How to Stop Comparing Yourself to Others

A winding path through open hills
A winding path through open hills · Photos via Unsplash
Quick answer

You can't switch off comparison entirely — psychologist Leon Festinger showed we judge ourselves by comparing to others, and social feeds pour fuel on it by showing everyone's highlight reel. But you can compare less and hurt less: notice the comparison, remember you're seeing an edited slice, redirect to your own past-self progress, and curate what you consume. It's a mindset practice, not therapy — if comparison feeds persistent anxiety or low mood, talk to a professional.

Who it's for

The Overwhelmed

You're stretched thin and worn down by comparison and the scroll — you want to lower the pressure, rebuild a steady routine, and be kinder to yourself.

Best moment to use it

Curiosity / research

Best when you've just heard a term and want a grounded explanation before trying it.

Why comparison feels automatic

Comparing yourself to others isn't a character flaw — it's built in. Leon Festinger's social comparison theory (1954) describes how we gauge our own abilities and worth by measuring against other people, especially when there's no objective yardstick.

Social media hijacks this. Feeds show a curated highlight reel — the promotion, the trip, the good angle — while you compare it to your ordinary, behind-the-scenes reality. That mismatch is why ten minutes of scrolling can leave you feeling behind on a life that was fine before you picked up the phone.

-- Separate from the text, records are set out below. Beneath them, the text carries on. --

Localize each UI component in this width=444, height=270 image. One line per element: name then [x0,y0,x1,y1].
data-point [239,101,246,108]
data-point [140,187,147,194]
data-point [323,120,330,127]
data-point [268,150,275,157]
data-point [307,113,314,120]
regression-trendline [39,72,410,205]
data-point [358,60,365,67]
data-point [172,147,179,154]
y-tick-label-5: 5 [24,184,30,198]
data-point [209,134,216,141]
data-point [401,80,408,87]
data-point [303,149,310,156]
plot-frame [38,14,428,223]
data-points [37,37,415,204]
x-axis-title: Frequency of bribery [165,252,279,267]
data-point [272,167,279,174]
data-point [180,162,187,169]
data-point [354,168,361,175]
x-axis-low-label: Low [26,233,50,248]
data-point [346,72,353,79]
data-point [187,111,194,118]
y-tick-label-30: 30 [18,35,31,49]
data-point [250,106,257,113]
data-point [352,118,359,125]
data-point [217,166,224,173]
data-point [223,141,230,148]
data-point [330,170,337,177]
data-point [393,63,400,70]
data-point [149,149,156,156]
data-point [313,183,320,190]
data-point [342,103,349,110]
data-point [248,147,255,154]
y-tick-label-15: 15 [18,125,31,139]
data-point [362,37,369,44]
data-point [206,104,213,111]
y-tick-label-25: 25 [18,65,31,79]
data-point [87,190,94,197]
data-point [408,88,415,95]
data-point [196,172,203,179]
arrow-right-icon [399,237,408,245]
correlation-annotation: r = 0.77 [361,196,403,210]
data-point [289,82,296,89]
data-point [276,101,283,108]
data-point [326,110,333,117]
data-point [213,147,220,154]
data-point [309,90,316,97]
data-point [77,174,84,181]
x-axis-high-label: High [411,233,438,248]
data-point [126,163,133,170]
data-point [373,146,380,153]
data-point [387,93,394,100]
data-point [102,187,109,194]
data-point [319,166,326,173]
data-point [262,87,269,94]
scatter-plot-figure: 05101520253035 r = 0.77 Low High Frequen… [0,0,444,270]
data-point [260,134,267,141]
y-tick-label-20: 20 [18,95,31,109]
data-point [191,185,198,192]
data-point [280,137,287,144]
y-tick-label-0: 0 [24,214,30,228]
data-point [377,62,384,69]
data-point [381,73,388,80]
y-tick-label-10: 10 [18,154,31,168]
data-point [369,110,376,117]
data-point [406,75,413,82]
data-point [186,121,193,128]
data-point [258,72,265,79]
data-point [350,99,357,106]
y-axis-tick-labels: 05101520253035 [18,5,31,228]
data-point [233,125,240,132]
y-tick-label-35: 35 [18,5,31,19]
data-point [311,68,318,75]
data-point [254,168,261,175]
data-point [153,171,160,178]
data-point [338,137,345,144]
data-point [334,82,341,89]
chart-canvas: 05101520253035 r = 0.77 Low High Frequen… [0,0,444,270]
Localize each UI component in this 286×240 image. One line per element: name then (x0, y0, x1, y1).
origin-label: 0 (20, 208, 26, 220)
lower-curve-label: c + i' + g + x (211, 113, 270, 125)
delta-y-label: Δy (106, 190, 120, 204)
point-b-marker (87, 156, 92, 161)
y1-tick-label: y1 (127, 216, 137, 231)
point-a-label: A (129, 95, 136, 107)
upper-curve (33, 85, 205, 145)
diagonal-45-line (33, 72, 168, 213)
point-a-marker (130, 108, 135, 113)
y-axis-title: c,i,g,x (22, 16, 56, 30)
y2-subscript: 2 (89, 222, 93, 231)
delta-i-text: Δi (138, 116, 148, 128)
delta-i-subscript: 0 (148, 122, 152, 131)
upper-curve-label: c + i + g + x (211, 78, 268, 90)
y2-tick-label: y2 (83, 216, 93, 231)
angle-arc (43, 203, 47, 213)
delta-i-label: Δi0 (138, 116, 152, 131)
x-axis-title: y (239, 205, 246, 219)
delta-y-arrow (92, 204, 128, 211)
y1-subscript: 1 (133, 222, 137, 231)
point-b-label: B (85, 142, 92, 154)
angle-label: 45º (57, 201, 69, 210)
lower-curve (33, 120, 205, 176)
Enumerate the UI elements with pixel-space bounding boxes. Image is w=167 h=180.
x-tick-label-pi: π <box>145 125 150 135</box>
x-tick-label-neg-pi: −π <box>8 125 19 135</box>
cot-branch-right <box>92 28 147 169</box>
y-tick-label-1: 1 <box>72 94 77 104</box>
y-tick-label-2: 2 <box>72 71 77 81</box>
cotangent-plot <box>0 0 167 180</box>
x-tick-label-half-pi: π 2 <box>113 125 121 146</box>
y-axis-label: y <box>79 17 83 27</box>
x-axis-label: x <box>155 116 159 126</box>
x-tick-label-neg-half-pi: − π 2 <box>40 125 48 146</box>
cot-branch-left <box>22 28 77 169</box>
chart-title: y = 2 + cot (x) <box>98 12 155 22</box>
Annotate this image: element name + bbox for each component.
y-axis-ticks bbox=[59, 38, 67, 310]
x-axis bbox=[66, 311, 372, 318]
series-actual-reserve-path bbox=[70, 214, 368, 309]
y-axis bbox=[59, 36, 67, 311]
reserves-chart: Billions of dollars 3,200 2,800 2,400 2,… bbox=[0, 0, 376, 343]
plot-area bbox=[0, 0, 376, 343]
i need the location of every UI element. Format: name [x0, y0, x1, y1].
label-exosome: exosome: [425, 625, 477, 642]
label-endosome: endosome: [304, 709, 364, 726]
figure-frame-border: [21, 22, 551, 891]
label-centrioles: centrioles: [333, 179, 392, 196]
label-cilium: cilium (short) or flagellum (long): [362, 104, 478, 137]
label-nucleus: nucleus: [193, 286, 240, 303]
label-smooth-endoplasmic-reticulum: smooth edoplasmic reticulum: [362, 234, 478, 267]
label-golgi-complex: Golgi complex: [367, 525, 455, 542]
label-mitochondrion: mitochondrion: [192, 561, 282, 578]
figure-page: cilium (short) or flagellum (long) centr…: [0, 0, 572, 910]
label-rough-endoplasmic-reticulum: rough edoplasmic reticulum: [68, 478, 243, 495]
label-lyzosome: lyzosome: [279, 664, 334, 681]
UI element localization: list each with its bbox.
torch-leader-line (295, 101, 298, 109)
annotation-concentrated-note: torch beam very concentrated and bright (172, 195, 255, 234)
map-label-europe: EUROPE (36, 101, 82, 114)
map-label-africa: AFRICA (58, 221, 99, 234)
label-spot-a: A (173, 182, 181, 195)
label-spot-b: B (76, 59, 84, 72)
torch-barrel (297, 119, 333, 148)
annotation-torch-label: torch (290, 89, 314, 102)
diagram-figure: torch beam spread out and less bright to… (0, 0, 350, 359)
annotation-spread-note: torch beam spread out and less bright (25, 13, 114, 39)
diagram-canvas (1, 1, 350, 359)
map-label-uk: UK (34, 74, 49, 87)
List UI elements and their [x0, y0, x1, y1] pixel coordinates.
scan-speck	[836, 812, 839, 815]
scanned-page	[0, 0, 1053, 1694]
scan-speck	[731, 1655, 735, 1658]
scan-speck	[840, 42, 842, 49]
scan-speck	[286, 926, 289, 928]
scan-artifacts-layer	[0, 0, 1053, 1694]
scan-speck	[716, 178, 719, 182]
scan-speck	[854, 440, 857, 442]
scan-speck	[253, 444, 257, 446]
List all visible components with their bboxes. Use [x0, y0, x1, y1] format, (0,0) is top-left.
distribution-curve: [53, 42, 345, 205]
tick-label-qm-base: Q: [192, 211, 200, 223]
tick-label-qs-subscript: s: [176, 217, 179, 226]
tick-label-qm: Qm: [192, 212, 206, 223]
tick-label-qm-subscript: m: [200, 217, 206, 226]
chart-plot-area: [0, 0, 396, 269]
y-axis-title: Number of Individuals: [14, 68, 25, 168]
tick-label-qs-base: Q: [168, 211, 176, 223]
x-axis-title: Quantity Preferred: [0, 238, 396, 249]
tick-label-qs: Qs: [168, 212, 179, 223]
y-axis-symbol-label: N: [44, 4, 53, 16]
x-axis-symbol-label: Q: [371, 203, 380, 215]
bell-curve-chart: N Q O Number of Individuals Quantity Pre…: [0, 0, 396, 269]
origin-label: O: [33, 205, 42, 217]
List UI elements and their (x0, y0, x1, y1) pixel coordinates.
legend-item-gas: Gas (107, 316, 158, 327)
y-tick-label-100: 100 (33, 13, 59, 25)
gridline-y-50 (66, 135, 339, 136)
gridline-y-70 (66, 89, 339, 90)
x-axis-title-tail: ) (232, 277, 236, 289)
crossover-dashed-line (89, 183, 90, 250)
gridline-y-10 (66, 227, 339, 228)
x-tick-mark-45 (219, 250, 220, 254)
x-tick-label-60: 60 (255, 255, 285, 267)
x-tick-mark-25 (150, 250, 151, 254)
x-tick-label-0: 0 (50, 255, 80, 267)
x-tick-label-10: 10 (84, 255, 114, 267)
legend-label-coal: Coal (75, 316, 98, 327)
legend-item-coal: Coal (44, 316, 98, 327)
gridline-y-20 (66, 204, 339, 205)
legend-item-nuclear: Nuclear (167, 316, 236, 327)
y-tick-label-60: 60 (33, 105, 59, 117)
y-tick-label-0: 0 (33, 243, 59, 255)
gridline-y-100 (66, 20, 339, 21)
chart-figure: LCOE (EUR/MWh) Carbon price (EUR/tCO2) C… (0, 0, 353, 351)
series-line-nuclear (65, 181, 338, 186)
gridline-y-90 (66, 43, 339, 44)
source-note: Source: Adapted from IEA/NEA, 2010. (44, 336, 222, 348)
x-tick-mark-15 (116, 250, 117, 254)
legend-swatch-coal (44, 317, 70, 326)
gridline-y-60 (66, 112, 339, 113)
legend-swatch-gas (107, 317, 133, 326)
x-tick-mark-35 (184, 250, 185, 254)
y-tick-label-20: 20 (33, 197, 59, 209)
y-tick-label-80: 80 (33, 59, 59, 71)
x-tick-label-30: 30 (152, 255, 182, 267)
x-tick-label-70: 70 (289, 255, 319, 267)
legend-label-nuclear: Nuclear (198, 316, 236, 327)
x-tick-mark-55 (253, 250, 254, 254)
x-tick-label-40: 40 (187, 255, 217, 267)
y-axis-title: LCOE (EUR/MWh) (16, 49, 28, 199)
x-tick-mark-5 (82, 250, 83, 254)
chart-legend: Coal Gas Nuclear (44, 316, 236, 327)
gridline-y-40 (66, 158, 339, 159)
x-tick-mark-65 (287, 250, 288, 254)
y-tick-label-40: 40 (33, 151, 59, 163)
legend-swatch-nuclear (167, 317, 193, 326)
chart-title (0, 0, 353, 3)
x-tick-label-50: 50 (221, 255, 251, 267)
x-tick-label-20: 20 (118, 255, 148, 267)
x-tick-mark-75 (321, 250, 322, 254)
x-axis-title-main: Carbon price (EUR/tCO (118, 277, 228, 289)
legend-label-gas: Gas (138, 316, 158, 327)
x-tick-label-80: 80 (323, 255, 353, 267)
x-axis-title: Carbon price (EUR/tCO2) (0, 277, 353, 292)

A comparison reset you can copy

When you catch the sinking 'everyone's ahead of me' feeling, copy these lines and fill in the brackets:

  • Name it: "I'm comparing my [everyday reality] to someone's [highlight]."
  • Reality-check: "What I'm not seeing is [their effort / setbacks / edits]."
  • Redirect: "Compared to my own past self, I've [one real bit of progress]."
  • One step: "The next small thing that's actually mine to do is [tiny action]."

Habits that make comparison quieter

Resets help in the moment; these habits lower the volume over time:

  • Curate the feed: mute or unfollow accounts that reliably leave you deflated.
  • Compare to your past self, not to strangers — track your own small wins (a gratitude or progress note helps).
  • Add friction: move the worst apps off your home screen, or take a short social media break.
  • Trade some scroll time for one real-life input — a walk, a message to a friend, a few paced breaths.
Turn this into practice

Caught comparing? Write down what you're actually measuring against.

Write a comparison reset

Souluma is a personal-growth and reflection practice — not therapy, medical, or financial advice, and it doesn't promise specific results.

FAQ

Common Questions

Is it possible to stop comparing yourself completely?

Probably not — comparison is a built-in way the mind orients itself. The realistic goal is to notice it faster, take social feeds less literally, and redirect to your own progress, so it stings less and steers you less.

Why does social media make comparison worse?

Feeds show curated highlights, not real life, and they're endless. You end up comparing your ordinary behind-the-scenes to everyone else's best moments, which is an unfair matchup your brain still takes seriously.

What should I do the moment I feel it?

Use the four-line comparison reset above: name what you're comparing, remember what you can't see, redirect to your own past-self progress, and pick one small action that's actually yours.